UCF celebrating the 2018 American Athletic Conference championship.

With Saturday’s bombshell announcement that UConn would return to the Big East, it now leaves the American Athletic Conference without a key member in the league. Following the loss of UConn, Sports Business Journal’s John Ourand reports in latest newsletter that ESPN now has the right to renegotiate the terms of the 12-year, $1 billion deal it signed with the conference back in March.

Ourand writes that ESPN has a clause in the contract that allows it to open up the deal if a school left the conference.

The network inserted the clause in case the AAC’s football powerhouse — UCF — left for a bigger conference. Memphis, Cincinnati, Houston and USF also were seen as likely AAC schools to be poached by bigger conferences if realignment took hold again. ESPN inserted the clause as an assurance that it would not be left paying $1 billion to a conference that had lost its highest-rated teams.

As football is a big part of these contracts, ESPN wanted to be protected in case one of those schools left the conference. UConn is not a football power, finishing 1-11 last season, not winning a bowl game since 2009, and not finishing with a winning record since 2010.

As we discussed back in March, University of Connecticut officials weren’t happy with the new AAC deal with ESPN because many of its basketball games were going to be streamed on ESPN+, the Worldwide Leader’s online subscription service. Our Andrew Bucholtz said that even with this development, ESPN might still have loaded its TV schedule with the Huskies, especially the powerhouse women’s basketball team.

But with the deal taking effect in 2020-21, ESPN has time to mull over its options. The AAC does as well. The conference is reportedly looking at potential replacements, ranging from Army to Boise State.

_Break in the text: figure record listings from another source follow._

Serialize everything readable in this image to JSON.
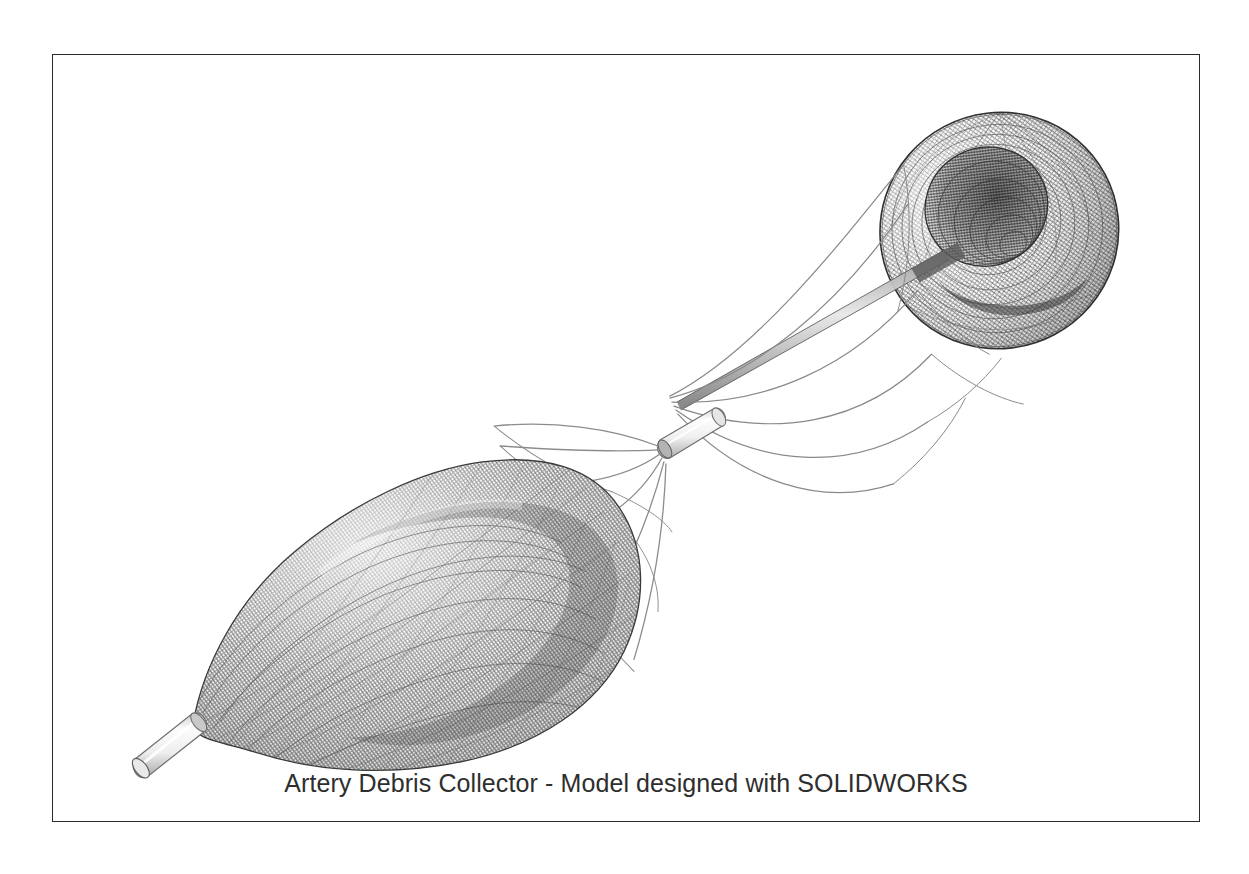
{
  "figure": {
    "caption": "Artery Debris Collector - Model designed with SOLIDWORKS",
    "frame_border_color": "#2b2b2b",
    "background_color": "#ffffff",
    "caption_color": "#2e2e2e"
  },
  "model": {
    "title": "Artery Debris Collector",
    "software": "SOLIDWORKS",
    "render_style": "wireframe-shaded-grayscale",
    "mesh_color": "#6a6a6a",
    "mesh_dark_color": "#3d3d3d",
    "wire_color": "#8d8d8d",
    "metal_light": "#f2f2f2",
    "metal_shadow": "#b9b9b9",
    "components": [
      {
        "name": "distal-funnel-basket",
        "label": "Funnel Capture Basket",
        "shape": "conical-funnel",
        "center_x": 1000,
        "center_y": 230,
        "radius_x": 120,
        "radius_y": 118
      },
      {
        "name": "proximal-collection-basket",
        "label": "Teardrop Collection Basket",
        "shape": "teardrop-mesh",
        "center_x": 390,
        "center_y": 570,
        "radius_x": 185,
        "radius_y": 135
      },
      {
        "name": "center-crimp-connector",
        "label": "Crimp Connector Tube",
        "shape": "cylinder",
        "x": 663,
        "y": 398,
        "length": 56,
        "width": 22
      },
      {
        "name": "distal-tip-cylinder",
        "label": "Atraumatic Distal Tip",
        "shape": "rounded-cylinder",
        "x": 128,
        "y": 712,
        "length": 62,
        "width": 22
      },
      {
        "name": "guide-shaft",
        "label": "Central Guide Shaft",
        "shape": "tapered-rod"
      },
      {
        "name": "strut-wires",
        "label": "Nitinol Strut Wires",
        "count": 6
      }
    ]
  }
}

UConn’s move to the Big East is also a boon for Fox Sports, which will have a much more appealing slate of women’s college basketball next year. As another college conference undergoes some upheaval, it leaves ESPN, the major college sports broadcaster, with some options. Will the network change its deal with the AAC, or stand pat and hope for the best?

[Sports Business Daily]

About Ken Fang

Ken has been covering the sports media in earnest at his own site, Fang's Bites since May 2007 and at Awful Announcing since March 2013.

He provides a unique perspective having been an award-winning radio news reporter in Providence and having worked in local television.

Fang celebrates the four Boston Red Sox World Championships in the 21st Century, but continues to be a long-suffering Cleveland Browns fan.